Transcribe
Translate
Wavelength, v. 1, issue 4, January-March 1942
Front cover
More information
digital collection
archival collection guide
transcription tips
WAVE LENGTH THE OTHER ONE Basil E. Wells Why shouldn't I be jealous of him? He's fifteen years older than I am, and he fairly oozes culture. Yes, I understand how it is, but that does not make it any better. And I can't forbid his coming, because he owns the building as much as I do. He has as much right as I to be there. He looks at Anne - deep, passionate glances - just as I, myself, do; and she loves us both. I work on the second shift, you see, down at the corset works . . . shipping. Go to work at three in the after'; come home at eleven. That's what makes me so low these days; it's while I'm working on that second shift that he's home with her. Why, oh why, did I have to learn about it? One of those long-nosed neighbors - oh, I see, you're familiar with them, too - stopped me as I was going to work about a week ago. After a few comments on the weather and what did I think of the way the war in Russia was going, she smirked sourly and her voice dropped. "Did you know, Stephen," she whispered with a knowing smile - incidently, my name is Steve Dodd - "that for the last few weeks your wife's good-for-nothing brother has been coming to see her? Begging for money, I'll warrant." "Miss Leticia Fish," I replied, trying hard to be polite and accomplishing very easily a contemptuous tone of voice, "my dear brother-in-law is in jail somewhere in the wilds of North Dakota and he isn't expected to get out for weeks." "Well, well, Stephen!" Triumph leered forth from the rhumy eyes of the old spinster. Her thin lips stretched taut until. . but, no, they opened with a snippy motion as she continued, "I saw the shadow of a man kissing Anna through the kitchen window shade more than once! And you, not gone to work more than an hour!"
Saving...
prev
next
WAVE LENGTH THE OTHER ONE Basil E. Wells Why shouldn't I be jealous of him? He's fifteen years older than I am, and he fairly oozes culture. Yes, I understand how it is, but that does not make it any better. And I can't forbid his coming, because he owns the building as much as I do. He has as much right as I to be there. He looks at Anne - deep, passionate glances - just as I, myself, do; and she loves us both. I work on the second shift, you see, down at the corset works . . . shipping. Go to work at three in the after'; come home at eleven. That's what makes me so low these days; it's while I'm working on that second shift that he's home with her. Why, oh why, did I have to learn about it? One of those long-nosed neighbors - oh, I see, you're familiar with them, too - stopped me as I was going to work about a week ago. After a few comments on the weather and what did I think of the way the war in Russia was going, she smirked sourly and her voice dropped. "Did you know, Stephen," she whispered with a knowing smile - incidently, my name is Steve Dodd - "that for the last few weeks your wife's good-for-nothing brother has been coming to see her? Begging for money, I'll warrant." "Miss Leticia Fish," I replied, trying hard to be polite and accomplishing very easily a contemptuous tone of voice, "my dear brother-in-law is in jail somewhere in the wilds of North Dakota and he isn't expected to get out for weeks." "Well, well, Stephen!" Triumph leered forth from the rhumy eyes of the old spinster. Her thin lips stretched taut until. . but, no, they opened with a snippy motion as she continued, "I saw the shadow of a man kissing Anna through the kitchen window shade more than once! And you, not gone to work more than an hour!"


> Problem to work on
For every line of the material below, check for the string "Balance" and return the line if it is there.

━━━ Data for processing ━━━

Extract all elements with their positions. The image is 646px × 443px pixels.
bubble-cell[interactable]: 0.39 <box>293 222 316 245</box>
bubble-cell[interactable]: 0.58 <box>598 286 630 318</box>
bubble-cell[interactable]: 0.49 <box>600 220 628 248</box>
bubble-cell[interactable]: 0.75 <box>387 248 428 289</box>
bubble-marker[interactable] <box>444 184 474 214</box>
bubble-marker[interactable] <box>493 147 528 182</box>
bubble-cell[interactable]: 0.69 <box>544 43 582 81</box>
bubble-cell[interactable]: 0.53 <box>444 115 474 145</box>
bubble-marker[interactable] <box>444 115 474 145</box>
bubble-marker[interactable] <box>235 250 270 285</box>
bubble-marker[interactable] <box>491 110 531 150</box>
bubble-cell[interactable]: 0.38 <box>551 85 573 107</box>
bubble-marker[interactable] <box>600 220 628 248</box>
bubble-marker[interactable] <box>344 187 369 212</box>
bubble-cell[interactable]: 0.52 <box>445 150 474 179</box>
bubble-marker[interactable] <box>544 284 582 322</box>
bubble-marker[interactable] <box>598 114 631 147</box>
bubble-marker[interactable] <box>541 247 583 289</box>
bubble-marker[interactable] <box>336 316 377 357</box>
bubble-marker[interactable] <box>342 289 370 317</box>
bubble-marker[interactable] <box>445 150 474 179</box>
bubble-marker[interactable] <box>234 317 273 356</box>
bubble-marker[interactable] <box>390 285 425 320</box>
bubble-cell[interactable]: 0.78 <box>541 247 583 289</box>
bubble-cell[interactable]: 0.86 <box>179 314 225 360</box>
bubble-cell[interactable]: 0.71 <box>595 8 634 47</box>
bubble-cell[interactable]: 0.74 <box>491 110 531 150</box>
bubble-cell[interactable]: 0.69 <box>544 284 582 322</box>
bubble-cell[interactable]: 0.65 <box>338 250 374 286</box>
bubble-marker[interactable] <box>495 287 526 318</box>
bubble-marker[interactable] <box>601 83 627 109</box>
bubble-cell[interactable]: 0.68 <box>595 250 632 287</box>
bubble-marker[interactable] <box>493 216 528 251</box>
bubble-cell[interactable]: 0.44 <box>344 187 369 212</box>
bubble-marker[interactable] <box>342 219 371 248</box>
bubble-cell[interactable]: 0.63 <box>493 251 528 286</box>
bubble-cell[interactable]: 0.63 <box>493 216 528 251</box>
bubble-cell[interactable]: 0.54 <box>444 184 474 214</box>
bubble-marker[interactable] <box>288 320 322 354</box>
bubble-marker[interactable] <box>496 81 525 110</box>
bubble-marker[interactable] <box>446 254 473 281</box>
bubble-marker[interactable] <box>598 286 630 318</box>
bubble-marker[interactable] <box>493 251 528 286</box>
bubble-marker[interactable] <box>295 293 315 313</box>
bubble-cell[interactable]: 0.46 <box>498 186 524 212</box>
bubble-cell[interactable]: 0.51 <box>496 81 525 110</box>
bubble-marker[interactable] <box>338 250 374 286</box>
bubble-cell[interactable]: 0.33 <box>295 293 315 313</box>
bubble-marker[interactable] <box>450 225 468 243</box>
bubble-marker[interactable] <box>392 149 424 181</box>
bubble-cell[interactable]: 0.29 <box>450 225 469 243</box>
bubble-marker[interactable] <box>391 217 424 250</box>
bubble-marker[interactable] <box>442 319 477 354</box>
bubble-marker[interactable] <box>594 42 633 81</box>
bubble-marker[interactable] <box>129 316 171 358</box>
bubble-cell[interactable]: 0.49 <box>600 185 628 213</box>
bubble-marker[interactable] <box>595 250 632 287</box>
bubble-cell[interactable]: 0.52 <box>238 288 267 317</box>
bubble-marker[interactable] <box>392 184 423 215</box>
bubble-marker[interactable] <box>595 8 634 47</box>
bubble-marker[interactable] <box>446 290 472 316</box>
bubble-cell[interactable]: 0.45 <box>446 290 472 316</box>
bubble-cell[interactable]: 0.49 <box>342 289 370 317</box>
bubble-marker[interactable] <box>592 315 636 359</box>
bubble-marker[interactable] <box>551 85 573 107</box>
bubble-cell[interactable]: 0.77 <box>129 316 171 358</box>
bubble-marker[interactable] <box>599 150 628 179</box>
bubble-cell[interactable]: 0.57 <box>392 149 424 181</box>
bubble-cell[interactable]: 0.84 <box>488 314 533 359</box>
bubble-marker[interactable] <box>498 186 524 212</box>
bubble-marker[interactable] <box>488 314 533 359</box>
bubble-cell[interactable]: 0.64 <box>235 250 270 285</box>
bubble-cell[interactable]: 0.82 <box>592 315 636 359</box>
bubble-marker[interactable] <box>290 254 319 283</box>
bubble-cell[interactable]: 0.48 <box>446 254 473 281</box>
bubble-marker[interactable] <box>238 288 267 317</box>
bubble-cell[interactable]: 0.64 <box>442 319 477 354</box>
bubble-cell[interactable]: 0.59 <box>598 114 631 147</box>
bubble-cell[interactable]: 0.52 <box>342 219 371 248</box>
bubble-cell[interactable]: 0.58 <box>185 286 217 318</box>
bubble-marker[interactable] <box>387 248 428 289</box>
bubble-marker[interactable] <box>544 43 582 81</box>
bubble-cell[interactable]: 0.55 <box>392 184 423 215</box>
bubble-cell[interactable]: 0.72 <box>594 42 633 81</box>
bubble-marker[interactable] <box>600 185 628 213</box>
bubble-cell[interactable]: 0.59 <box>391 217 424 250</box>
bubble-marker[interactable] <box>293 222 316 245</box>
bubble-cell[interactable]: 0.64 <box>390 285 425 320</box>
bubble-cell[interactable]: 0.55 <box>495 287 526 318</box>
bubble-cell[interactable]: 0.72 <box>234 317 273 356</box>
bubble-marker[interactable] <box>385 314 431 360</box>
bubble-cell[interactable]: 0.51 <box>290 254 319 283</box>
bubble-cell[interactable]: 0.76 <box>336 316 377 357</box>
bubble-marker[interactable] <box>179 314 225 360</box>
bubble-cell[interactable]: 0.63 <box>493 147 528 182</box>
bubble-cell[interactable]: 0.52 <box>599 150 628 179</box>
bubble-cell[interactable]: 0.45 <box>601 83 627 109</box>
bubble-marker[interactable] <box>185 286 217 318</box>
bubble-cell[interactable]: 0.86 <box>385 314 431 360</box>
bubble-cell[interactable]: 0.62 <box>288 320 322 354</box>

━━━
━━━ Data for processing ━━━

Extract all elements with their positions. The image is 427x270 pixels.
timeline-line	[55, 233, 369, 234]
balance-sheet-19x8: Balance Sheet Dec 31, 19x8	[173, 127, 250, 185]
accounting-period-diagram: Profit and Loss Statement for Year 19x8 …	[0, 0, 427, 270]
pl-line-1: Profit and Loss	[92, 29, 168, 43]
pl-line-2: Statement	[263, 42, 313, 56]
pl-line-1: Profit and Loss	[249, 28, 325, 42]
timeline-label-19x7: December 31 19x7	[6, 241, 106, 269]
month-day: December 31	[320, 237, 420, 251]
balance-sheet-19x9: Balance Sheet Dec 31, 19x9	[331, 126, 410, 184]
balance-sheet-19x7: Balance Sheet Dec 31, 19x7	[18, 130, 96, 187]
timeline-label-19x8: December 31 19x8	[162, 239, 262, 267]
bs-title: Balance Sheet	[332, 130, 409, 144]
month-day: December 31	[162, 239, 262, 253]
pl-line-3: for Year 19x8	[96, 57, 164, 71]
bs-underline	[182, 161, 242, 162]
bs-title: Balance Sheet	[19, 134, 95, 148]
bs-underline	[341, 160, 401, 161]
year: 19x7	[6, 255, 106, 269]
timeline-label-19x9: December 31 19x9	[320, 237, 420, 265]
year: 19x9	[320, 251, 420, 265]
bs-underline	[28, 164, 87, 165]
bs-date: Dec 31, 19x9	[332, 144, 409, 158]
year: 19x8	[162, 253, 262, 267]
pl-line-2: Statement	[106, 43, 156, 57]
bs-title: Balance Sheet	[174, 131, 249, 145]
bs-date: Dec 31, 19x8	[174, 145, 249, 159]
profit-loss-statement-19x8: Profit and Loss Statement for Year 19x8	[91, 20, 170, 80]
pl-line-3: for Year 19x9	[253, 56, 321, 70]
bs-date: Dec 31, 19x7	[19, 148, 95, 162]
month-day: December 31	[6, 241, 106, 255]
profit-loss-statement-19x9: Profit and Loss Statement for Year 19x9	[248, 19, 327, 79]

━━━
━━━ Data for processing ━━━

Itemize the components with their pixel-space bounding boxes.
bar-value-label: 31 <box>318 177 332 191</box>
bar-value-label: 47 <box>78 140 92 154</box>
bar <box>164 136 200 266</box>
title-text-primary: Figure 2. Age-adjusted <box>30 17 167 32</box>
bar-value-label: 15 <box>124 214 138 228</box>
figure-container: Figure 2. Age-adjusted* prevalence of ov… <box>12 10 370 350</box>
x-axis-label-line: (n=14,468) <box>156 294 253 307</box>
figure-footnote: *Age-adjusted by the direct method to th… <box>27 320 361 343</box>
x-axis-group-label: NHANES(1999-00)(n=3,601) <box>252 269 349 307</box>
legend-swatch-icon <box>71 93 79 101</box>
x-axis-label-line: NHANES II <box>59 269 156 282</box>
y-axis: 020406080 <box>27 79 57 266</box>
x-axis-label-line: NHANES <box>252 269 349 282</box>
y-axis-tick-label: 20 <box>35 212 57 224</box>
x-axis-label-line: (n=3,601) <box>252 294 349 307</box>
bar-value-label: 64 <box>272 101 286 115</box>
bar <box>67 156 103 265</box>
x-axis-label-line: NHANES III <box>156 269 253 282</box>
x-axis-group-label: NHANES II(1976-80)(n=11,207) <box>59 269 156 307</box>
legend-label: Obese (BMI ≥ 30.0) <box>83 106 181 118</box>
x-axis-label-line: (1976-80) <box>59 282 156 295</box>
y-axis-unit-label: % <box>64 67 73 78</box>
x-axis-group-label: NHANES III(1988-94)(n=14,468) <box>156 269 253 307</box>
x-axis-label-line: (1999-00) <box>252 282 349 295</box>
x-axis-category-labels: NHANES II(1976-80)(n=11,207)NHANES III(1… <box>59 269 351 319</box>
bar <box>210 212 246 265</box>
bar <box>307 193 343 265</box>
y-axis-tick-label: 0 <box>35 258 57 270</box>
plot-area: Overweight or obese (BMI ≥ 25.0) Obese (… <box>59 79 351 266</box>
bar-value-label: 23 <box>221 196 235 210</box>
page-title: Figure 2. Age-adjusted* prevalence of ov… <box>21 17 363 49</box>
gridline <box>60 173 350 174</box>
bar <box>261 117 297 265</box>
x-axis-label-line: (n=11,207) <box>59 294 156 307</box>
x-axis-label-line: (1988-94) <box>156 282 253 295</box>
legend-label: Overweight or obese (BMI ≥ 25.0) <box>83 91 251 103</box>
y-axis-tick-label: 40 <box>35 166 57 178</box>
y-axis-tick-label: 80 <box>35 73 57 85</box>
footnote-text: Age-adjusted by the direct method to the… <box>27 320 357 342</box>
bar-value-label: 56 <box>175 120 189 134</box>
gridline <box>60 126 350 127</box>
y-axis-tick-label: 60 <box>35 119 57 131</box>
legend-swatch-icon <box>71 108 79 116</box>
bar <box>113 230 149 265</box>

━━━

> Reply to the exercise
balance-sheet-19x8: Balance Sheet Dec 31, 19x8	[173, 127, 250, 185]
balance-sheet-19x9: Balance Sheet Dec 31, 19x9	[331, 126, 410, 184]
balance-sheet-19x7: Balance Sheet Dec 31, 19x7	[18, 130, 96, 187]
bs-title: Balance Sheet	[332, 130, 409, 144]
bs-title: Balance Sheet	[19, 134, 95, 148]
bs-title: Balance Sheet	[174, 131, 249, 145]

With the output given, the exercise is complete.